Solid book looking at the relationship between cultural traditions, people, and the land to which we’re connected. Machán does a great job of putting in his own personal experiences and linking it to a greater discussion of how we relate to the natural world and each other.
Only criticism is that it can be a bit much at times, and without some basic prior knowledge of certain mythological aspects/places it can make you lost.
Despite that, I agree with the assessment that “The book just makes you want to go sit in a tree for a few hours.”
“All life is unified and interconnected. We cannot survive beyond our surroundings. We are part of the land, and the land wishes to communicate with us.”
How does one deeply listen to the land? What does it say, scream, laugh and cry? Magan does not answer these questions definitely, but runs with them, grappling with the rich but often difficult history of resilience, magic and colonialism engraved within the Irish landscape. Myths are maps, tracing both the contours of the more-than-human land and our relationship to it. To understand the land and by extension ourselves and contemporary politics, we must first listen. And once we listen, we will hear the rich stories, myths, histories, and ecological wisdom that was right under our noses.

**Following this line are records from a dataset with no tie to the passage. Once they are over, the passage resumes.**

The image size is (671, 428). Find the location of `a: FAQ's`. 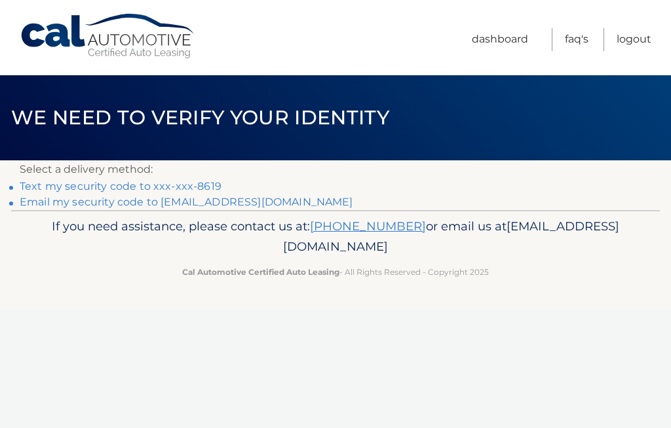

a: FAQ's is located at coordinates (576, 39).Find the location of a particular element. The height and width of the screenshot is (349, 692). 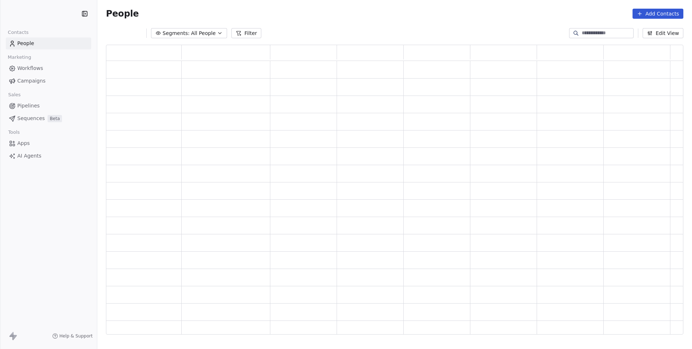

span: Marketing is located at coordinates (19, 57).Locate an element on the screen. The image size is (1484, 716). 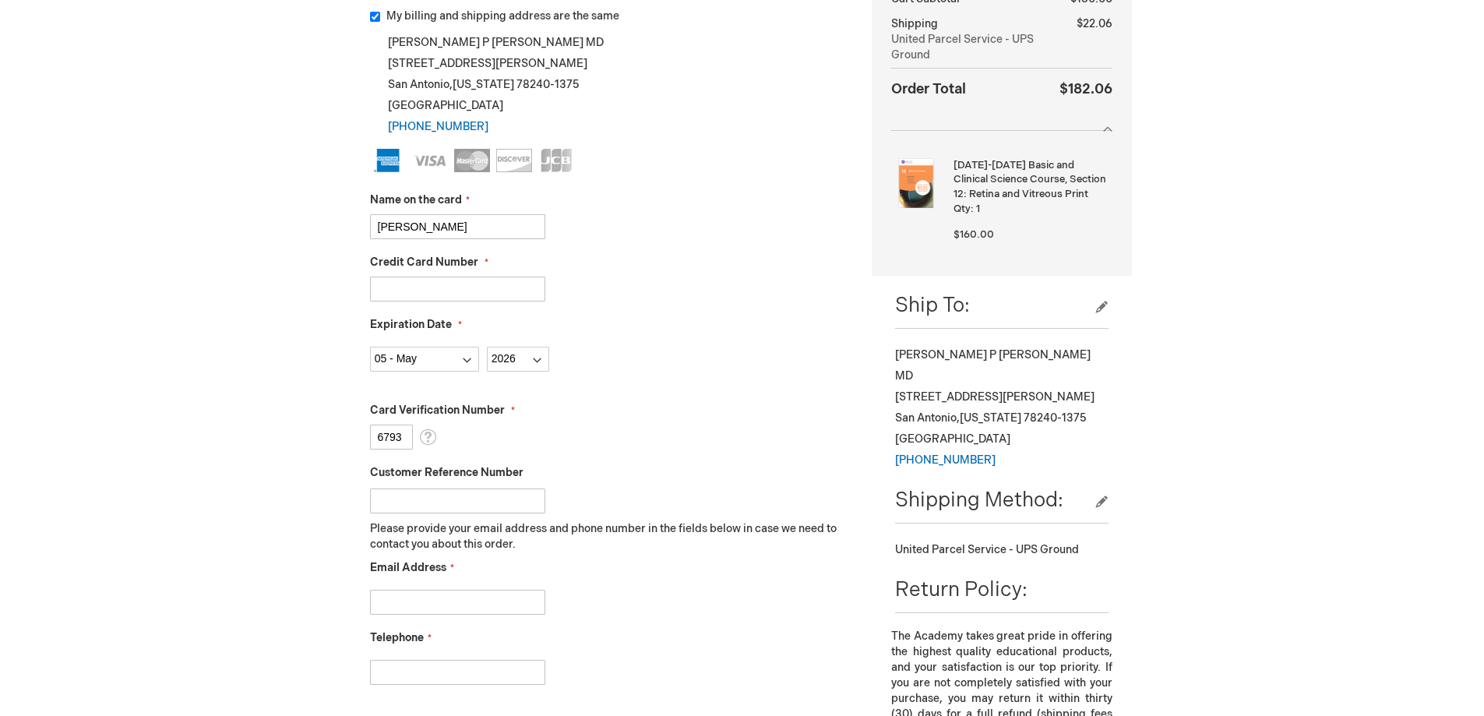
strong: Order Total is located at coordinates (929, 88).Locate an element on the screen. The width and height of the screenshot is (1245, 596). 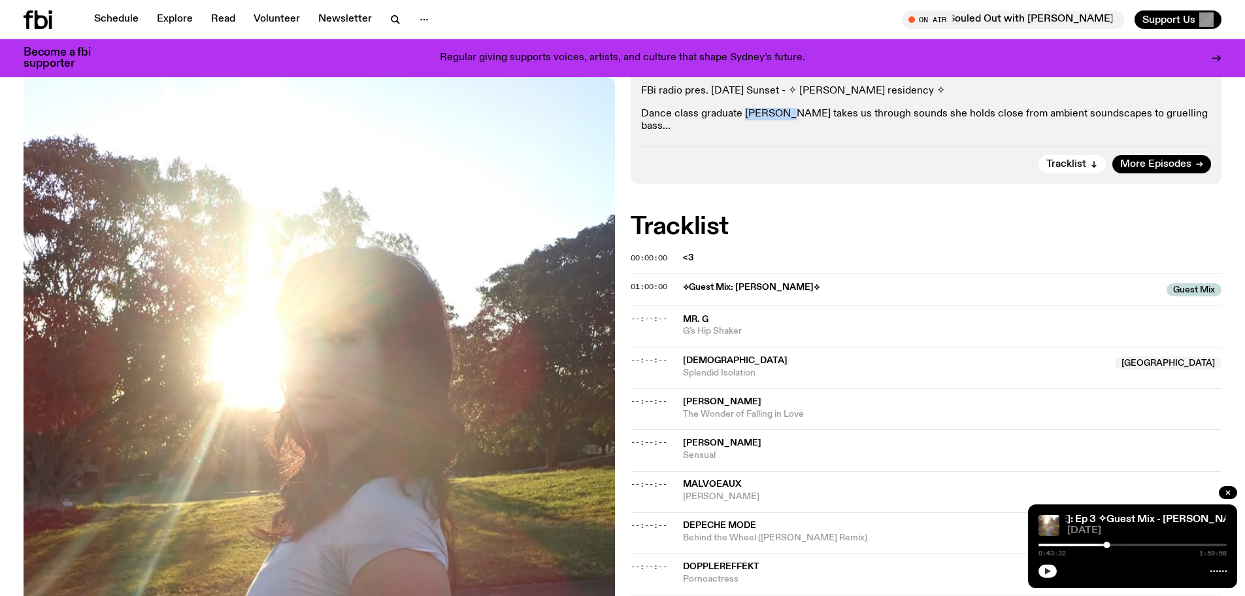
h2: Tracklist is located at coordinates (926, 227).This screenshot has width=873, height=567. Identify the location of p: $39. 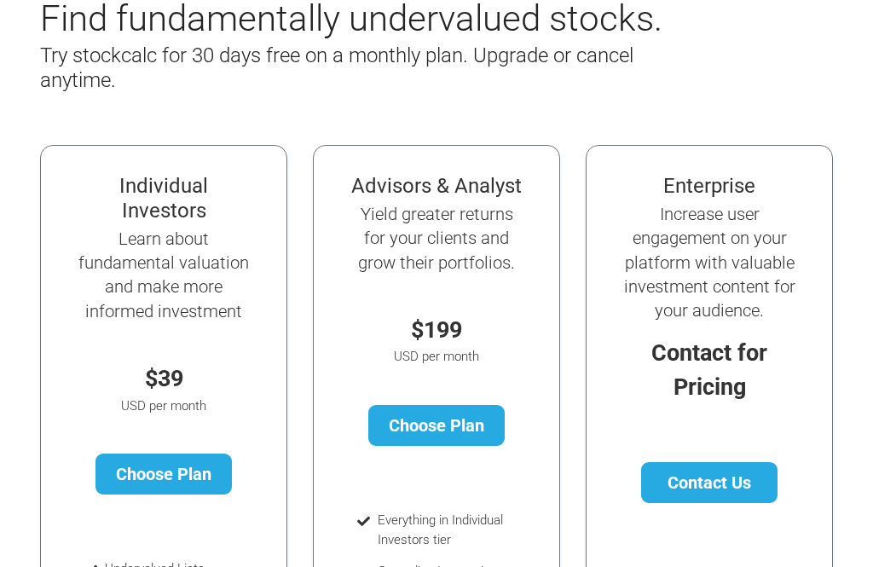
(164, 378).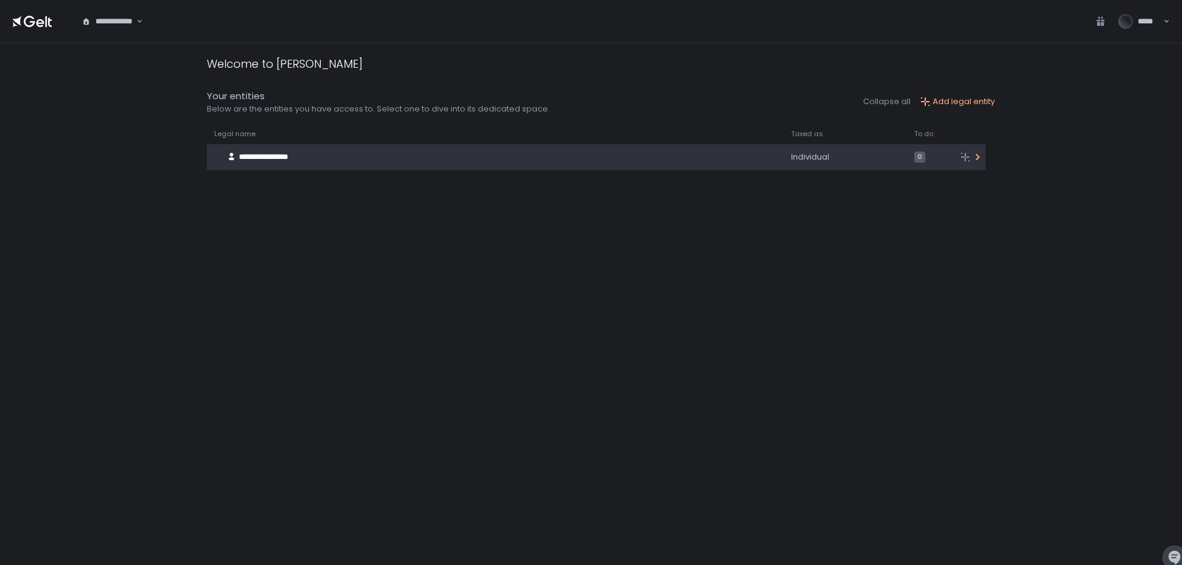 The width and height of the screenshot is (1182, 565). Describe the element at coordinates (887, 102) in the screenshot. I see `button: Collapse all` at that location.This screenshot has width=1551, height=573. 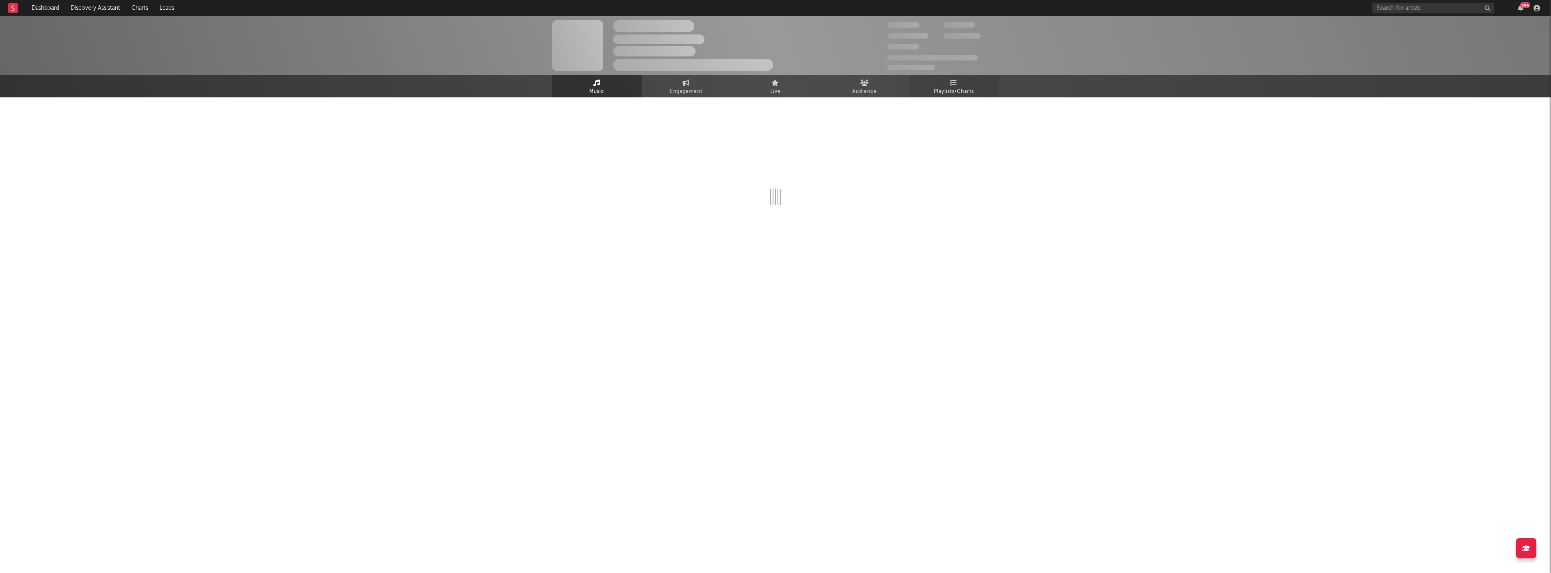 What do you see at coordinates (776, 92) in the screenshot?
I see `span: Live` at bounding box center [776, 92].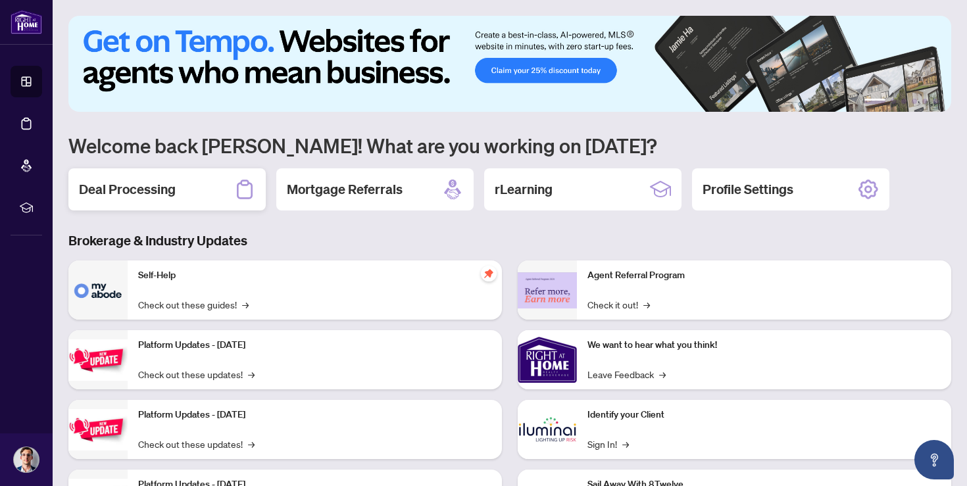 This screenshot has height=486, width=967. I want to click on button: 5, so click(925, 101).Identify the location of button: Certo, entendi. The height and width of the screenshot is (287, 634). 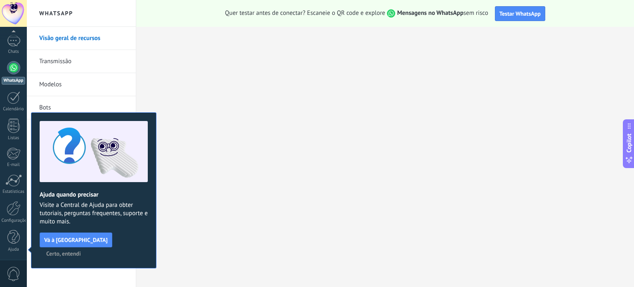
(64, 253).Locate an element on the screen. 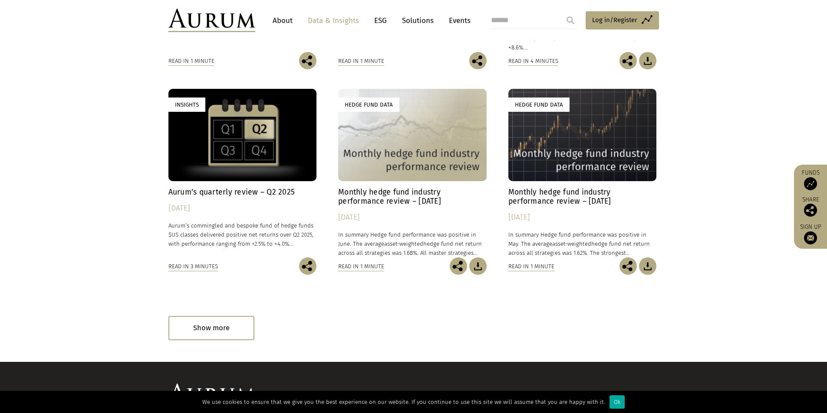 This screenshot has width=827, height=413. h4: Aurum’s quarterly review – Q2 2025 is located at coordinates (243, 192).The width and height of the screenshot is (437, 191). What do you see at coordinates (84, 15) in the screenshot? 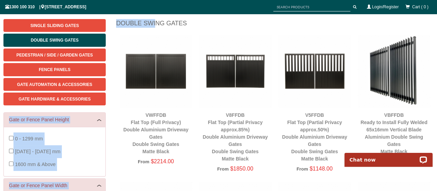
I see `button: Open LiveChat chat widget` at bounding box center [84, 15].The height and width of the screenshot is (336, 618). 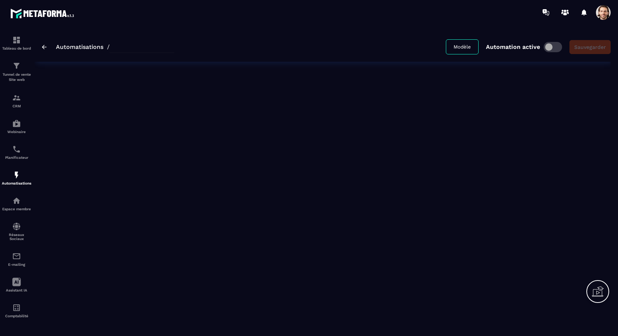 What do you see at coordinates (17, 259) in the screenshot?
I see `a: emailemailE-mailing` at bounding box center [17, 259].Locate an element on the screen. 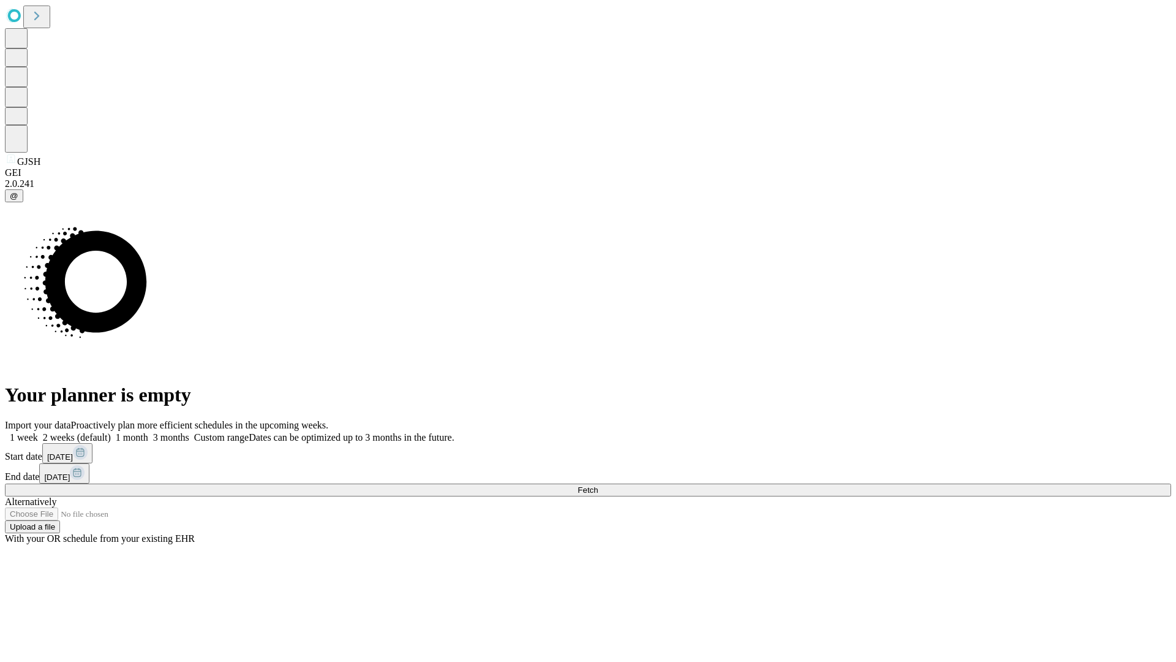 This screenshot has height=662, width=1176. button: Upload a file is located at coordinates (32, 526).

I thoroughly enjoyed delving into Ireland’s past through this book. From the Shannon, to the scared Hazel, the legends of Lough Gur, the tales of the Fóidín Mearaí, Bog Bodies, and Ring Forts, I came away with a deeper appreciation of my Irish heritage & our enduring closeness to the land. Through every word, Manchán Magan conveys his deep reverence and passion for Ireland, lifting the veil on the forgotten myths and legends that lie beneath. Though he has sadly passed, he leaves behind words that serve as a quiet call to protect our land, our language, and our past.
A really interesting look at the history ensconced in our landscape and what it tells us of ourselves and our people. I would have loved more footnotes and referencing if only to facilitate further reading.
5 stars for premise and content. 4 stars for execution and flow. 2 stars for editing or lack thereof.
Great book which will particularly those interested in our Irish heritage, mythology and language, but also one accessible for those with less or no knowledge on these topics. Magan interestingly weaves Irish mythology, local stories, personal experience, archaeology, geography and more together in a delightful narrative about our spiritual and cultural history. Unfortunately, the standard of the final product is not very high. Often throughout the book I experienced a sense of deja vu, as if I was reading something word for word that I had already read. Much to my dismay, all too frequently my suspicion was proved correct as a quick scan through the previous two/three paragraphs would reveal that I had in fact read the exact same sentence or portion of a sentence less than 2 minutes prior. Overall if one can look past this need for further editing, there is a lot to be admired and celebrated about this book. It serves as a reminder that our history, culture and heritage are embedded deep in the land, and that in fact we are in some way far more deeply intertwined with the world around and beneath us than we tend to think.